Andrzej Szczepański pointed me to Proposition 2.3.13 in the book [Perfect Groups, Derek F. Holt and Wilhelm Plesken, 1989], which gives an answer to my question. 

Namely, in a slightly different terminology Proposition 2.3.13 shows that if $G$ is the fundamental group of a closed flat manifold with holonomy group $Q$, then its commutator subgroup $G^\prime = [G,G]$ is the fundamental group of a closed flat manifold with holonomy group isomorphic to $Q^\prime=[Q,Q]$, and moreover, if $Q$ is perfect, then so is $G^\prime$.
Recall that a group is <a href="https://en.wikipedia.org/wiki/Perfect_group">perfect</a> if it has no nontrivial abelian quotients, or equivalently, the group equals its commutator subgroup.

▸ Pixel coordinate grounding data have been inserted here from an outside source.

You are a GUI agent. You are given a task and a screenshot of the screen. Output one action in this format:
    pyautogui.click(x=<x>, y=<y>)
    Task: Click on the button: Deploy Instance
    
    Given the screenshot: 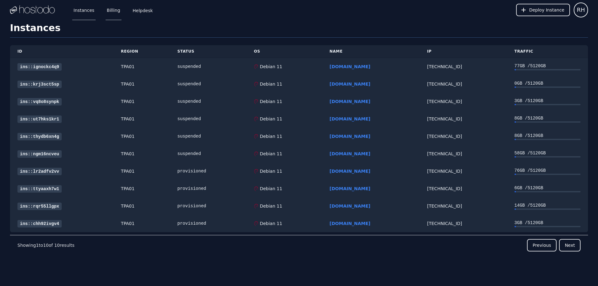 What is the action you would take?
    pyautogui.click(x=543, y=10)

It is known that every finite group occurs as holonomy group of a closed flat manifold, see [<a href="https://www.jstor.org/stable/1970053">On the Holonomy Group of Locally Euclidean Spaces</a>,
L. Auslander and M. Kuranishi, Annals of Mathematics, 1957]. 

Thus if we start from any finite perfect group $Q$, and let $G$ be the fundamental group of a closed flat manifold with holonomy $Q$, then $G^\prime$ is perfect and also the fundamental group of a closed flat manifold with holonomy isomorphic to $Q$.  

To see why we replace $G$ by $G^\prime$ note that $G^\prime$ and $G^\prime\times \mathbb Z$ have the same holonomy, and the latter group is not perfect.